Published online by Cambridge University Press: 05 July 2014
Writing from Rapallo in 1924, Ezra Pound waxed nostalgic to his comrade the painter and writer Wyndham Lewis, reminiscing about a moment a decade earlier when he and Lewis had converged in London's avant-guerre artistic milieu. In 1914, Pound and Lewis had both been members of the newly emergent avant-garde movement of vorticism, known chiefly for its paintings – which featured a bold, angular, dynamic version of the geometric abstract idiom prevalent in the visual arts of the early twentieth century – but also involving sculpture, literature, and photography. Lewis had spearheaded the movement; Pound had joined it in mid 1914.

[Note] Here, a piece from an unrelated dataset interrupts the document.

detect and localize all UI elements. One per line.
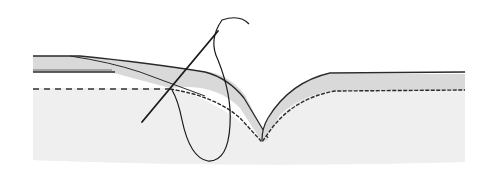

In his retrospective letter, Pound recalled Blast, the short-lived periodical (1914–15) that had served as vorticism's official organ and housed its manifestoes. A foot in height, with a bright puce cover stamped with aggressive black sans-serif lettering, Blast sported an outlandish visual code that signaled avant-garde defiance and mischief – and, as Paige Reynolds notes, that resonated with the visual signatures of advertising of the climate. Lewis would later fondly remember Blast as “that hugest and pinkest of magazines.” The magazine's contents – including hyperbolic manifestoes “blasting” Victorianism in gigantic type; geometric paintings; a phantasmagoric avant-garde play by Wyndham Lewis entitled Enemy of the Stars, ventured as an example of literary vorticism – sustained the audacity signaled by the magazine's bibliographic code.